> **INPUT**:
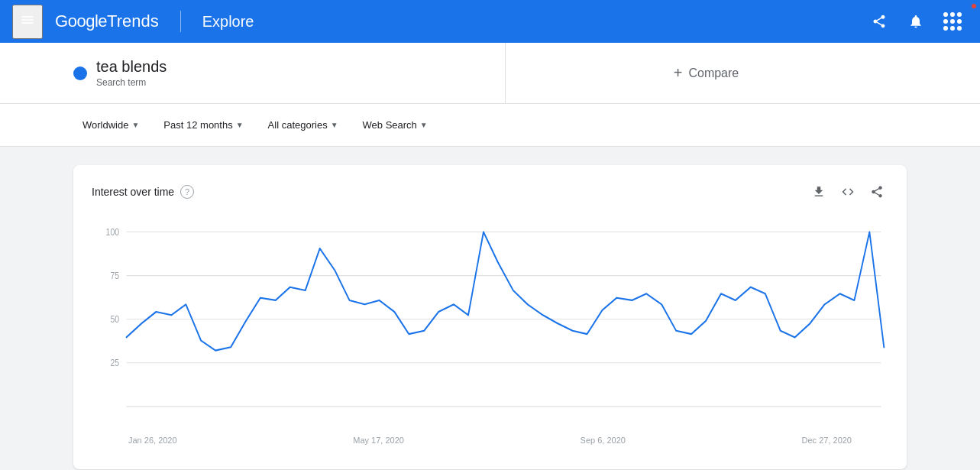 The width and height of the screenshot is (980, 470). Describe the element at coordinates (80, 73) in the screenshot. I see `term-color-indicator` at that location.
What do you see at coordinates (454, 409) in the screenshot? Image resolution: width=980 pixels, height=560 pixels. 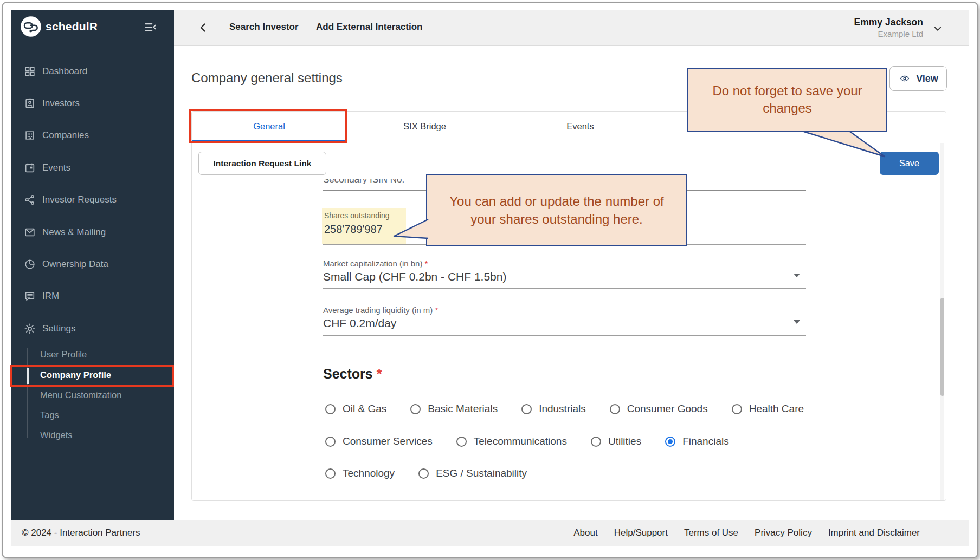 I see `sector-option-basic-materials: Basic Materials` at bounding box center [454, 409].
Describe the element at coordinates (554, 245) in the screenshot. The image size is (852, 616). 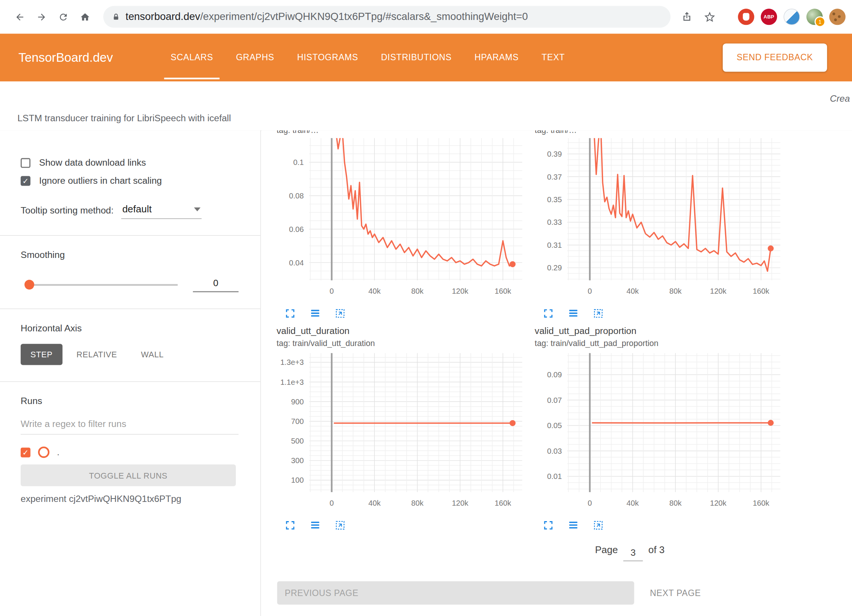
I see `svg-text: 0.31` at that location.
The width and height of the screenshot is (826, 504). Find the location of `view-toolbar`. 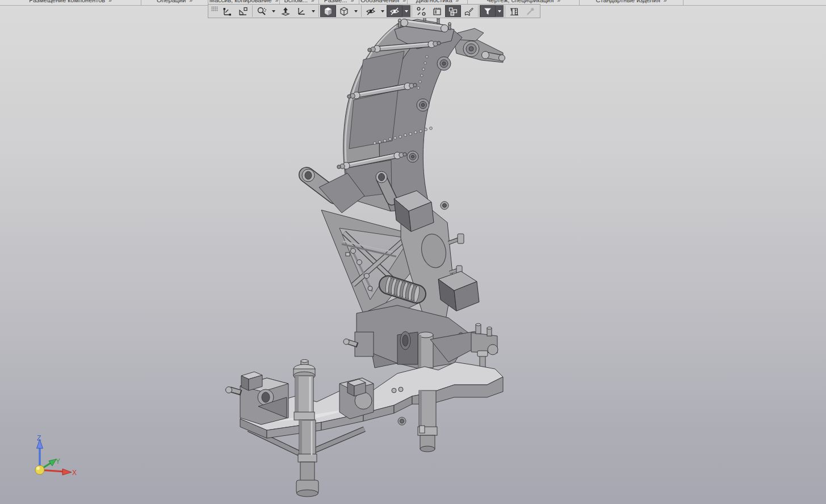

view-toolbar is located at coordinates (374, 11).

> **PROBLEM TO WORK ON**:
Every line between the one containing "The width and height of the screenshot is (826, 504)." and the last line of the data above, both included, should be copied exactly, but not the pictures.

> **OUTPUT OF THE TASK**:
The width and height of the screenshot is (826, 504). Find the location of `view-toolbar`. 

view-toolbar is located at coordinates (374, 11).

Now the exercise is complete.